Ford glanced out toward the central room and his jaw set a fraction. “You should be aware, we’ve also got an…official from the Vermont Division of Forestry to oversee the project.”

Hairs prickled on the back of her neck. “To oversee the project? This is a federal program. I’m running it.”

“Not in my state,” said a voice from the door.

Without turning, Celie knew who it was. Dick Rumson, the old guard head of forest resource protection for the state. Undereducated and overprotected, he was a political appointee who ran roughshod over far-more-qualified people by virtue of his connections. He’d wangled a spot on the science advisory panel for the maple borer and obdurately contested the findings put forth by Celie and Benchley. Fortunately, they’d had the data to back up every assertion, whereas he’d had only bluster. Ultimately, she and Benchley had carried all the votes, with Rumson as the lone holdout. That he still bitterly resented being shown up was obvious by the set of his beaky mouth.

“Dick,” she said smoothly, rising to put out her hand. “Good to see you again.”

“We can handle this ourselves,” Rumson said brusquely, ignoring Celie to aim a stare at Bob Ford. “We don’t need federal folks in here.”

“I think it’s too early to assume that,” Celie countered, jamming her hands in her pockets. “The staff here has reason to suspect an infestation, and I think they might be right.” Calm, she reminded herself. Calmness was the best way to get to him. He wasn’t a threat, only an irritant. Everything would be twice as hard and take twice as long with him around, but it would get done. “I’ll know more about the situation after I’ve had a chance to do some inspections.” She toyed with the items in her pocket: a coin, a paperclip, a hard cylinder she didn’t remember putting in there.

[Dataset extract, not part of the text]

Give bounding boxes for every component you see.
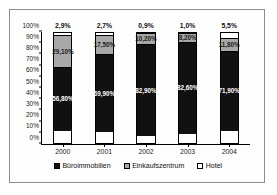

“We’ve already inspected and we haven’t found anything. You might as well save your time.”

“Now, Dick,” Ford began, “you know we’ve found—”

“You university types jump to conclusions,” Rumson said contemptuously. “I’ve got a staff of experienced forestry specialists and we haven’t found anything.”

Celie touched the hard cylinder again. The sample vial, she realized. “Really?” She brought it out. “You want to tell me what this is, then?”

Rumson squinted over at it. “What’s that?”

“A sample from a bore hole.”

Rumson gave a contemptuous snort. “That’s bark.”